US Supreme Court

Justices are skeptical about Facebook’s disclosure to investors of its data breach

ARGUMENT ANALYSIS



at 12:00 pm

Facebook learned for the first time that Cambridge Analytica used a personality-test app to harvest data from tens and thousands of users in 2015. (Katie Barlow).

The Justices heard arguments in Facebook v. Amalgamated Bank on Wednesday, their first securities cases of the year. The case involves the 2015 Cambridge Analytica-Facebook data breach, and considers whether Facebook’s disclosures to investors before the breach was public improperly downplayed the risks that data breaches posed to the company and its stock price.

Shareholders sued Facebook in 2018 after they learned that Cambridge Analytica had obtained the personal data of 30 million Facebook users. The shareholders conted that Facebook misled them about the risks to their investment.

Although some justices seemed more receptive to the argument of Kannon Shanmugam (representing Facebook), the dominant tone was skepticism. Justice Clarence Thomas began the headwinds in the opening minutes of the hearing, saying that “a reasonable person would assume” that Facebook had never done anything bad. Justices Sonia Sotomayor, and Ketanji brown Jackson then offered similar perspectives. To the casual observer, there are not a lot of five-justice majorities that skip over those three justices.

That’s not to say that it was all bad for Facebook. Chief Justice John Roberts, and Justice Brett Kavanaugh, were the least willing to accept that this was enough to justify a Facebook class action. Roberts felt that Facebook’s disclosure amounted to a warning that you should take care when walking down the front steps of his house, as you could fall. This statement might have implied that someone had fallen before. For him, the subjectivity of determining what a factfinder might infer from any particular disclosure made it “kind of a blank check” to “go to trial to decide” how to interpret the disclosure.

In the same vein, Kavanaugh thought it central that the Securities and Exchange Commission already has rules that require companies explicitly to disclose lots of adverse past events in various disclosures – and this is not on the list. Kavanaugh believes that it is not fair for the “judiciary… to walk on the plank” when the SEC can do it. Why not let them do it if they wish? What I would say, is that this was not an impressive day for Meta. We’ll need to wait until spring to find out what the actual decision is.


WORK ITEM: Look for the word "Image" in the data below, and copy every line that holds it.

DATA:
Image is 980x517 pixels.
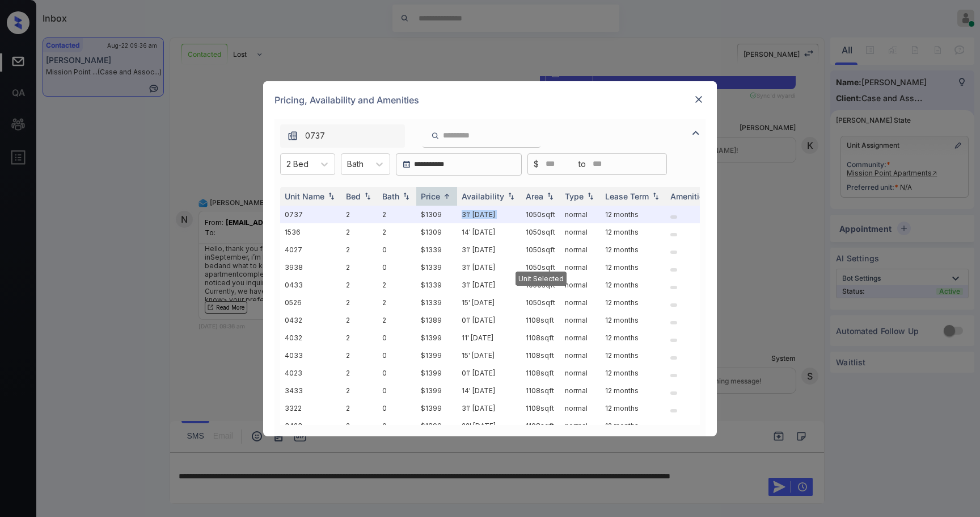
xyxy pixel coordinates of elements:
...
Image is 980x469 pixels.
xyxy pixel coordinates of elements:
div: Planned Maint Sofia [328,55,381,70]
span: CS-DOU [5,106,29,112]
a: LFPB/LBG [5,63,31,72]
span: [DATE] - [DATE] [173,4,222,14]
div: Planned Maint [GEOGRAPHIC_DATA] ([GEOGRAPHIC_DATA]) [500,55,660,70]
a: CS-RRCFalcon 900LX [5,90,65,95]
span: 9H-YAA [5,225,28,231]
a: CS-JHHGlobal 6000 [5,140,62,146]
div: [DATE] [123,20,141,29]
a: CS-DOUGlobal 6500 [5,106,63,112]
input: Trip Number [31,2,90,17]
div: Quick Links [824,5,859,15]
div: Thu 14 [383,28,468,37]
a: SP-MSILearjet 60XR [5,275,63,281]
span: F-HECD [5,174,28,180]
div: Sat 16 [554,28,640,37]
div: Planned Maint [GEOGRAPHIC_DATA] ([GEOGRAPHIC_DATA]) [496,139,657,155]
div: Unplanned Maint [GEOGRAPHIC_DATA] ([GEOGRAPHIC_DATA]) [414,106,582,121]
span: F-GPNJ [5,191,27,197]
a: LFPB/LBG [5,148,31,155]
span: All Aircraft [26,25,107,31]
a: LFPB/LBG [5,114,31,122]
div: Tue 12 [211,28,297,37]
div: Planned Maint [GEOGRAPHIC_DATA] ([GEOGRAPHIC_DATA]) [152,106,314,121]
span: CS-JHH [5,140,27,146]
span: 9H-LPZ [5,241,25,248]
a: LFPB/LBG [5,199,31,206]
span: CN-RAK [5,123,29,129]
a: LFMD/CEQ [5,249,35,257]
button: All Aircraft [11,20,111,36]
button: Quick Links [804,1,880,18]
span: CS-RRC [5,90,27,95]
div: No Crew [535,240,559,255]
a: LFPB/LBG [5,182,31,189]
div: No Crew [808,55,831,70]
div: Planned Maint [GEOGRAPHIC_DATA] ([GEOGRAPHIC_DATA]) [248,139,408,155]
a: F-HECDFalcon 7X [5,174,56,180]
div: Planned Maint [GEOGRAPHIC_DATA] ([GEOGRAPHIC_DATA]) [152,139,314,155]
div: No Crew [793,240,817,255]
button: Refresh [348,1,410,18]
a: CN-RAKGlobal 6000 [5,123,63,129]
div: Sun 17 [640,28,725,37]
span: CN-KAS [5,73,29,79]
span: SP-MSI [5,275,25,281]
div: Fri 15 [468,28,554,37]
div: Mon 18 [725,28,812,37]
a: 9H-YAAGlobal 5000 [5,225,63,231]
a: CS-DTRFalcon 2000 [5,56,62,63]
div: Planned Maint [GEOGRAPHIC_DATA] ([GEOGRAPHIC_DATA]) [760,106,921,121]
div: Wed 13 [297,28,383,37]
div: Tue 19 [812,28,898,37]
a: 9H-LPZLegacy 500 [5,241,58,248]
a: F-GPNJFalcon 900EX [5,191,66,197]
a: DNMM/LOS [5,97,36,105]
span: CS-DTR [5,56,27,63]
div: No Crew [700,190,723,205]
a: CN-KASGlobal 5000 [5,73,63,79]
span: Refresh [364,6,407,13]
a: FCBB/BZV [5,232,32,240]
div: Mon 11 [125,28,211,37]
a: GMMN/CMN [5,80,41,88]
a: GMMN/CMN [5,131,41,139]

RESPONSE:
Image is 980x517 pixels.
Image is 980x469 pixels.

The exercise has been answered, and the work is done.